Regulatory powerlessness against state-sponsored attacks
The Upbit case highlights a fundamental dilemma. Even if exchanges comply with strict regulatory requirements, they remain vulnerable to highly professional, state-funded attackers. North Korea’s cyber arsenal has been built over years and possesses resources far beyond those of ordinary criminal actors. Cross-border law enforcement reaches its limits when confronting these state-backed operatives. While Western authorities can impose sanctions and dismantle laundering networks, the regime in Pyongyang itself remains untouchable. The stolen funds flow through complex mixer services and decentralized exchanges before being converted into fiat currencies or used for weapons purchases.
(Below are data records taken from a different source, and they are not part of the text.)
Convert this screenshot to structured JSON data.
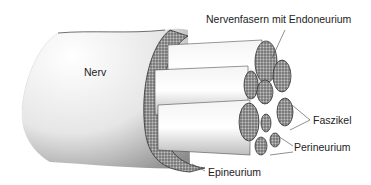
{
  "figure": {
    "labels": {
      "nerve": "Nerv",
      "nerve_fibers": "Nervenfasern mit Endoneurium",
      "fascicle": "Faszikel",
      "perineurium": "Perineurium",
      "epineurium": "Epineurium"
    }
  }
}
For investors and the industry, this has concrete implications. Holding large crypto balances on centralized exchanges carries a risk that no amount of regulation can fully eliminate. Institutional custody solutions with multi-signature wallets, hardware security modules and geographically distributed cold storage systems are becoming the standard for professional market participants.
Next steps for Upbit
South Korean authorities have announced an on-site inspection at Upbit in the coming days. The focus will be on how the attackers gained access to administrator accounts and whether internal security protocols were violated. If negligence or inadequate security architecture can be proven, Upbit faces significant penalties.
For the planned acquisition by Naver, the hack is a setback. Some analysts expect the transaction to be revalued, with Naver potentially pushing for a lower purchase price. If the acquisition fails entirely, it could fundamentally reshape South Korea’s fintech landscape and give smaller exchanges a chance to regain market share. Internationally, the case is likely to increase pressure on mixer services and privacy coins. The United States and the EU have already announced plans to tighten regulation of money-laundering tools.
The Upbit hack is more than just another entry in the long list of crypto thefts. It shows that state-sponsored cybercrime has become a serious threat to the industry, and that neither regulation nor technology alone can provide a solution. The answer lies in a combination of robust security standards, international law-enforcement cooperation and a fundamental rethinking of digital asset custody.